By CHRIS MONCRIEFFof the Press Association THE surprising thing about firebrand Clare Short's resignation is that her departure from the Cabinet did not happen much earlier.

By CHRIS MONCRIEFF

of the Press Association

THE surprising thing about firebrand Clare Short's resignation is that her departure from the Cabinet did not happen much earlier.

Ms Short seems to have lived a charmed life as Secretary for International Development, first by describing the Prime Minister as "reckless" and then by missing a key vote last week on the contentious issue of foundation hospitals.

It looked as though she was almost begging to be sacked.

Those who have watched her progress are still astonished that such a volatile person, who seems incapable of responding other than publicly and noisily when things happen of which she disapproves, has lasted for so long in the top echelons of Government.

Her reputation as what someone once described as "a serial resigner" was made when she served under Neil Kinnock as Leader of the Opposition.

Clare Short stands out among the present generation of politicians as a person who speaks her mind bluntly and without the slightest fear of the personal consequences to herself.

She is the epitome of the explosive loose cannon of Westminster, and has been described as a "hot-blooded, self-igniting, hip-shooting, semi-hard left feminist'.

Clare Short was born in Birmingham on February 15 1946 and was educated at St Paul's Grammar School, Birmingham, and at the Universities of Keele and Leeds. She graduated as a Bachelor of Arts with honours in political science.

Her father, Frank Short, was a teacher born in Crossmaglen, a fervently republican area of Northern Ireland.

Her interest in Northern Ireland has never waned, and some have accused her of being too sympathetic to the republican cause, when her sympathies lie with individuals who, she felt, had been wronged throughout their lives simply on sectarian grounds.

For years, she worked as a senior civil servant at the Home Office and entered the Commons as MP for her home territory of Birmingham Ladywood in 1983.

She quickly acquired a reputation as a forceful, even shock-inducing politician, drinking pints in Annie's Bar and embracing feminist causes with all the fervour that the Irish blood in her veins could muster.

She attacked Page Three girls in The Sun newspaper with the kind of vitriol which earned her the description by one commentator as "cuddlesome in repose but rather less so when speaking."

She demanded the sacking, in 1988, of Judge James Pickles, for jailing a woman who was too frightened to give evidence against a man who beat her.

She is said to be the only member of Mr Blair's Cabinet who has never voted for the winning candidate in any election for Labour's leader, not even when Tony Benn challenged Neil Kinnock in 1988.

At first she gave the impression that she could not see Tony Blair as leader, but finally decided she "could work with this guy.".

To say she is unorthodox is an understatement.
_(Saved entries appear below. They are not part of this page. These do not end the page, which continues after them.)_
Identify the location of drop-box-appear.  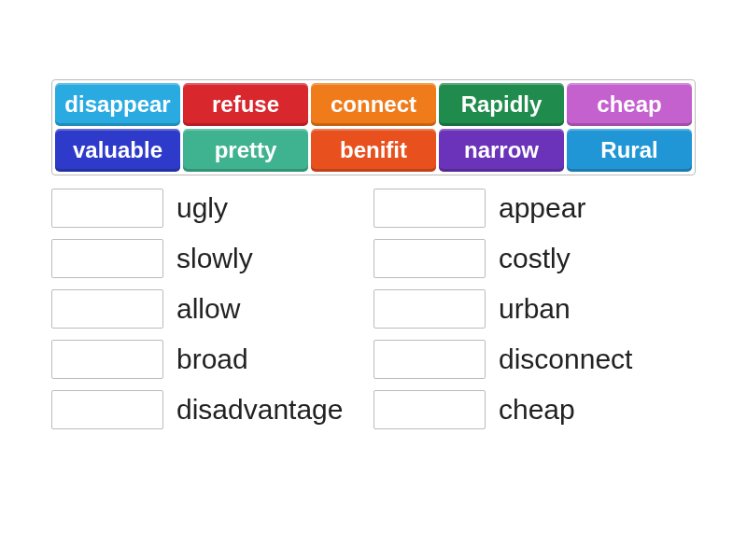
(430, 208).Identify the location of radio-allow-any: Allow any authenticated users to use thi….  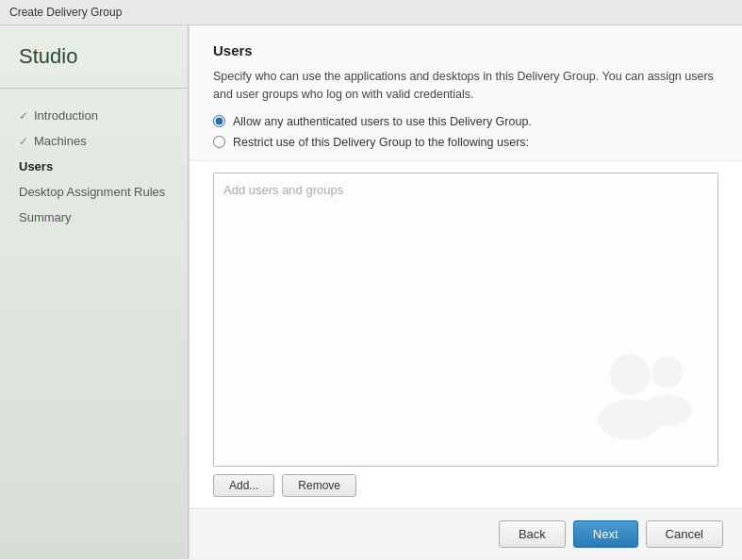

Her future character was probably moulded when at school she was appointed as playground protector against the local bully - that is the sort of position she has maintained ever since.

In 1991, Ms Short quit the shadow cabinet after refusing Mr Kinnock's instructions that she could not speak outside her environmental portfolio.

From 1996 until the 1997 General Election she was Opposition spokeswoman on overseas development. Before that she had been shadow minister for women, shadow transport secretary and Opposition spokeswoman on environmental protection, social security and employment.

She was appointed International Development Secretary when Labour swept to power in 1997 and, astonishingly, until today has held on to that post.

In 1996, she rediscovered her son, City solicitor Toby Young, who had been given up for adoption during her first marriage at 18 to a fellow Keele student.

Her second marriage in 1981 was to Alex Lyons, a Home Office Minister who lost his seat at York just as she won her seat in Ladywood.

They met when she was working in the Home Office. Mr Lyons developed Alzheimer's and he died in 1993.